Maybe at one point that was true, I thought. But who I was had changed over the last couple months. He didn’t know me, not any more. I didn’t say any of that, but I saw the recognition of it in his eyes, and realized how sad this must all be for him. We’d been so close before the Game. We looked out for each other. But all of a sudden, with no explanation, I’d started distancing myself from him, cutting him out of my life. And he could never know why.
 

“You look so tired you might as well be wearing panda makeup, you’ve got dried blood behind your ear,” he nodded when my hand flew to my ear, giving me away. “And you’re so freaking scared, all the time now.”
 

I opened my mouth to protest, but he held up a hand and talked over me. “I’ve listened to you pretend everything’s okay, that you have everything under control, over and over now. But whatever’s going on, it’s obvious you’re
not
‘handling’ it.” He took a deep breath, clenched his fist, and said. “So I have to force my help on you.” His fist opened to reveal a Seed.

Even as my mind was stuttering for a response, an excuse, he did the one thing that could make everything that had come before seem like a trivial test of my ability to hold myself together.
 

Before he even had the, “I wish I was,” out of his mouth, I’d lunged across the room toward him. But I didn’t make it in time to stop him from saying, “like Eve,” and clenching his fist around the Seed.
 

I clamped one hand down around his wrist hard enough to force his fingers loose, and used the other to slap the Seed out of his grip with stunning force.
 

It flew across the room like a bullet and left a dent in the wall.
 

"Ahh!" my brother screamed, yanking back and cradling the hand I'd slapped. "What the hell!"

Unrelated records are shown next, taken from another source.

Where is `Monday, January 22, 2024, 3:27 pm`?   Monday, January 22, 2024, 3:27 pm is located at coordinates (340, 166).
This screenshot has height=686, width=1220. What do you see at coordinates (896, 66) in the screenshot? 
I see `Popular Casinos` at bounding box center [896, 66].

I ignored him and pulled his hand forward, inspecting it for a small incision that might soon be gone. Sure enough, even as I watched, the small puncture wound disappeared, knitting itself back up so quickly and so flawlessly I might have believed it a figment of my imagination if I hadn't experienced it so many times before in my own flesh.

Chapter 29

Part of my soul I seek thee, and claim thee my other half.— John Milton

"Now, whatever you're caught up in, I'm part of, too," he said.
 

"What the hell did you do!" I screamed.
 

"I saw you, Eve. The other day when the power went off and you disappeared. And then you reappeared, hurt. Bad hurt. You left your link here, though. So I used it to access all your files stored in the cloud for the last few months, since you started acting strange. You tried to hide those videos, I could tell. Even a password. But I’ve known your favorite password for years…” he trailed off and took a deep breath, frowning.

Rage overwhelmed me for a moment, and I wanted to punch him. I'd been trying so, so hard, and he'd just ruined it all. Instead, I forced him to the bed and made him sit down. “How did you get the Seed?”

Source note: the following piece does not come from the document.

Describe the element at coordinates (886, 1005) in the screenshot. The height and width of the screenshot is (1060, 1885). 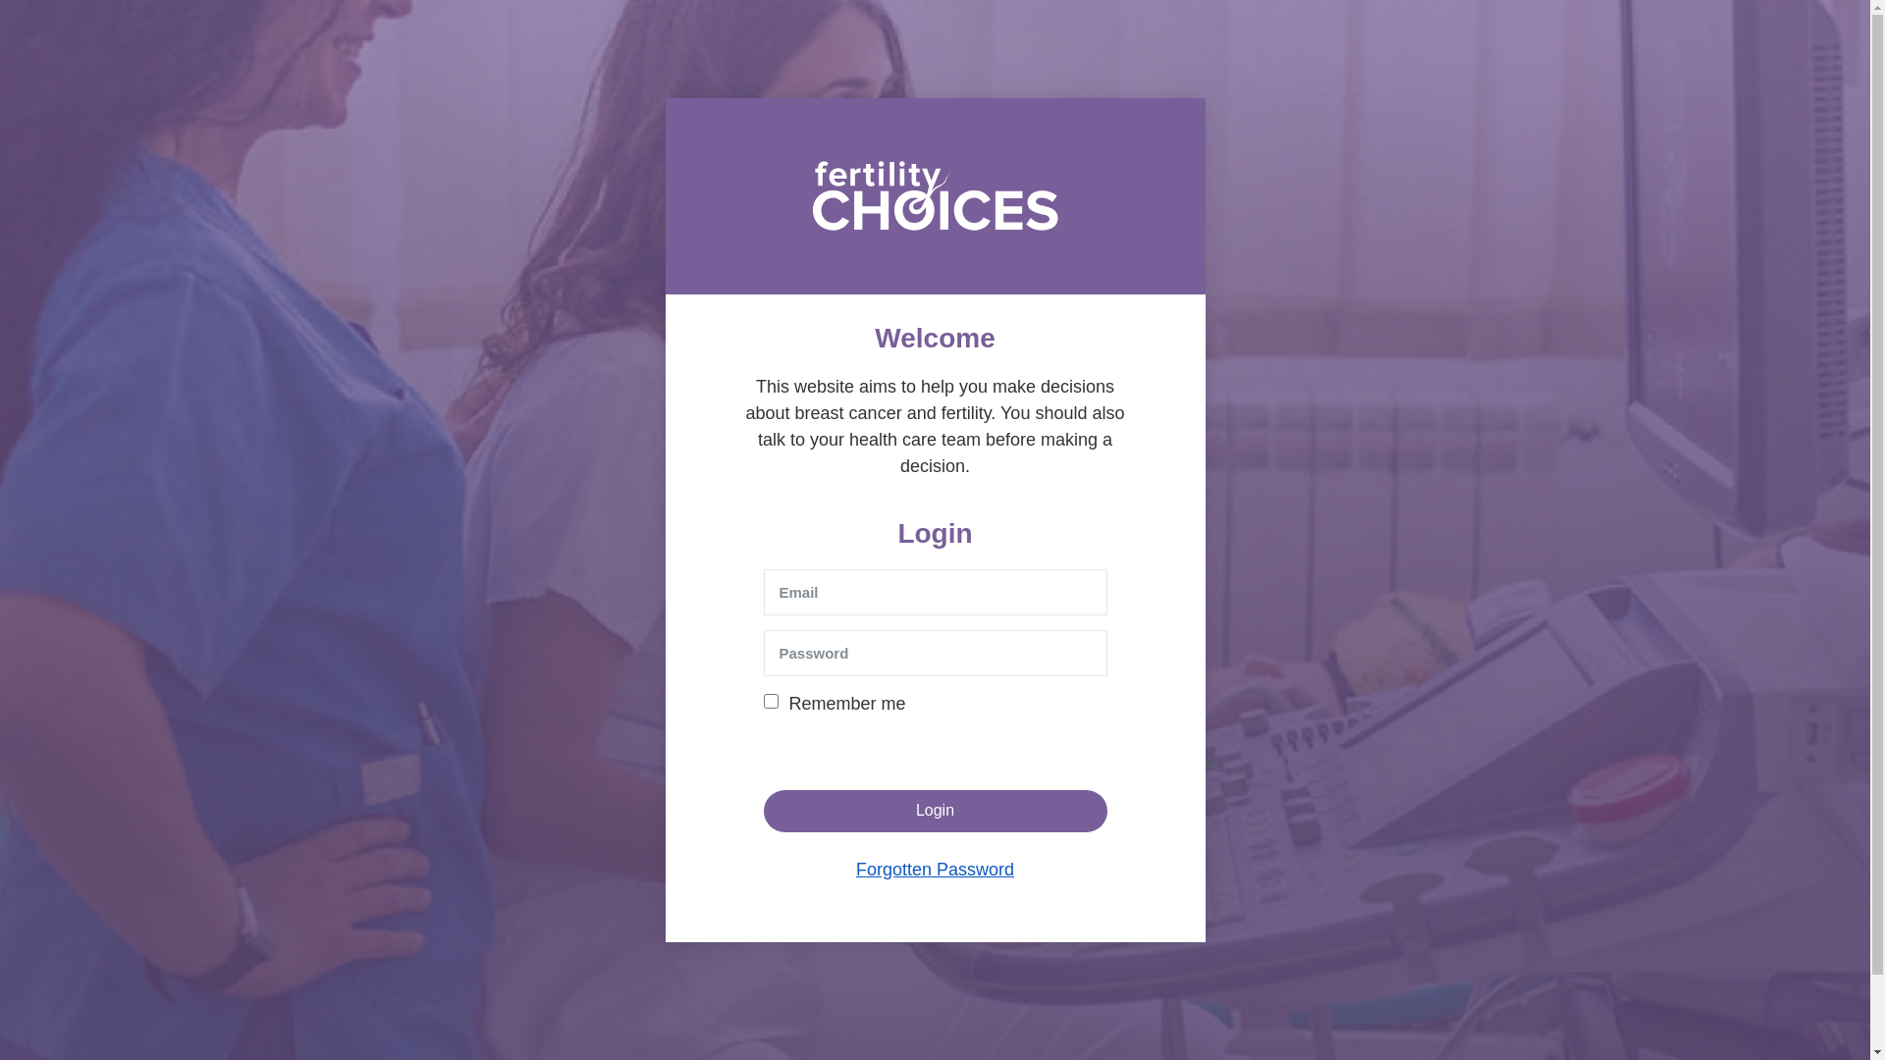
I see `More Resources` at that location.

“That marble thing? You dropped it when you reappeared.” He plopped a hand on my shoulder, eyes drooping. “You don’t realize it, but you can’t fix everything alone. Now you don’t have a choice. Whatever that was I just did, you’ll have to let me in… Whoa,” he blinked in disorientation and swayed on the bed.

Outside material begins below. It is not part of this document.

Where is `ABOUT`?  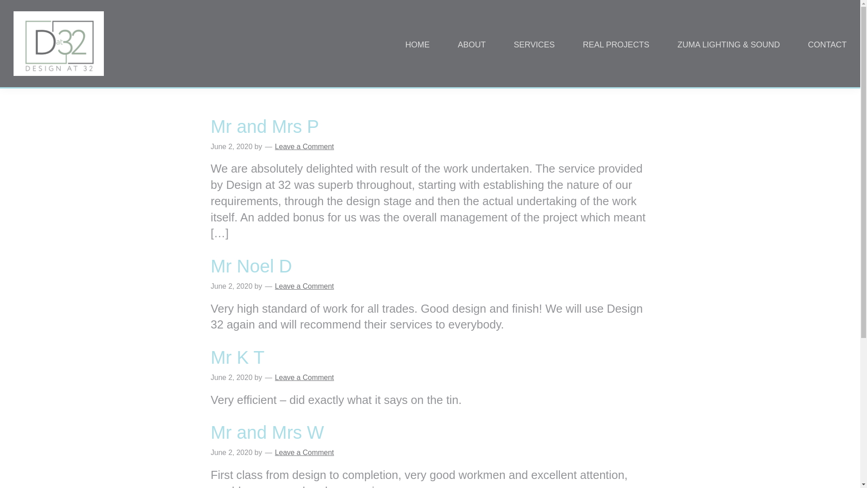 ABOUT is located at coordinates (468, 43).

“You’re okay,” I muttered, scrabbling with inept fingers at my link.

“I’m not feeling too grlll…” he slurred, and then his eyes rolled back in his head.

"No, no. Stay awake. Don't pass out, Zed!" I slapped his cheek, but it had no effect, so I turned my attention back to my ID link and finally managed to dial the number Bunny had called me from. My hands were trembling, and when I heard the first ring I forced myself to hang up and wait for him to call back. I shook Zed, slapped his cheeks, and yelled at him, but he lay unresponsive. “They’ll take you to the Trials too. No, don’t do this to him,” I pleaded.